Nearly a month has passed since Gavin Newsom announced — unprompted, out of nowhere — that he and his wife Jennifer Siebel Newsom are under federal criminal investigation by the DOJ. His initial framing was vintage Newsom: this is a politically motivated witch hunt, the agents are “abusing the grand jury process,” innocent people are getting door knocks at dawn, and he has absolutely nothing to hide.
He has now hired a private criminal defense attorney. He won’t say who.
The tax return situation is even more revealing. On June 19th, Newsom’s spokeswoman promised the returns were being “prepared for transparency” — adding, with characteristic smugness, that “unlike Donald Trump, the Governor has nothing to hide.” Three weeks later, a reporter at a press conference had the audacity to ask where they were.
Newsom’s response was to lash out, claim he’s released “20 years” of taxes, pivot to Trump, and then — in a slip that should be clipped and replayed on a loop — refer to the outstanding documents as “new” tax returns. The years in question are 2021 through 2025. These are not new. These are years that have already passed. An accountant produces them by pulling existing records. The only reason a politician calls completed tax years “new” is if he’s still deciding what version of reality those documents are going to reflect.
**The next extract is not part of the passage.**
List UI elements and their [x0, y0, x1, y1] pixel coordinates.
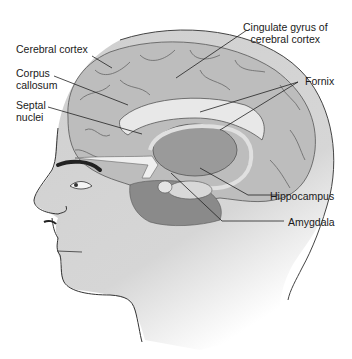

The actual history here is damning. Despite promising full transparency every year as governor, Newsom only produced complete returns for 2017 through 2020 — and only then because state law required it for his re-election ballot appearance. He found a loophole to avoid producing 2021 by filing for an extension. He’s been stonewalling California journalists on the remaining years ever since. Now he’s under federal investigation, and the returns are still not forthcoming.
Meanwhile, the investigation’s tentacles reach into every corner of the Newsom family empire: Jennifer Siebel Newsom’s nonprofits and tax filings; the Plumpjack wine and hospitality business run by his sister and first cousin; the blind trust managed by his best friend’s wife; the $9.1 million Marin County mansion purchased through a family LLC; and the expanding web of nonprofit board members who are also personal friends, business associates, and campaign allies.
Federal investigators have been knocking on doors across this network for months. Newsom calls the people they’re visiting “poor and innocent.” His own words: they are not poor. They are the interconnected financial and political infrastructure of a man who has spent twenty years blurring the line between personal enrichment and public office.
Subpoenas are reportedly expected. Indictments are being whispered about in Sacramento.
The private attorney is ready. The tax returns still aren’t.
Draw your own conclusions.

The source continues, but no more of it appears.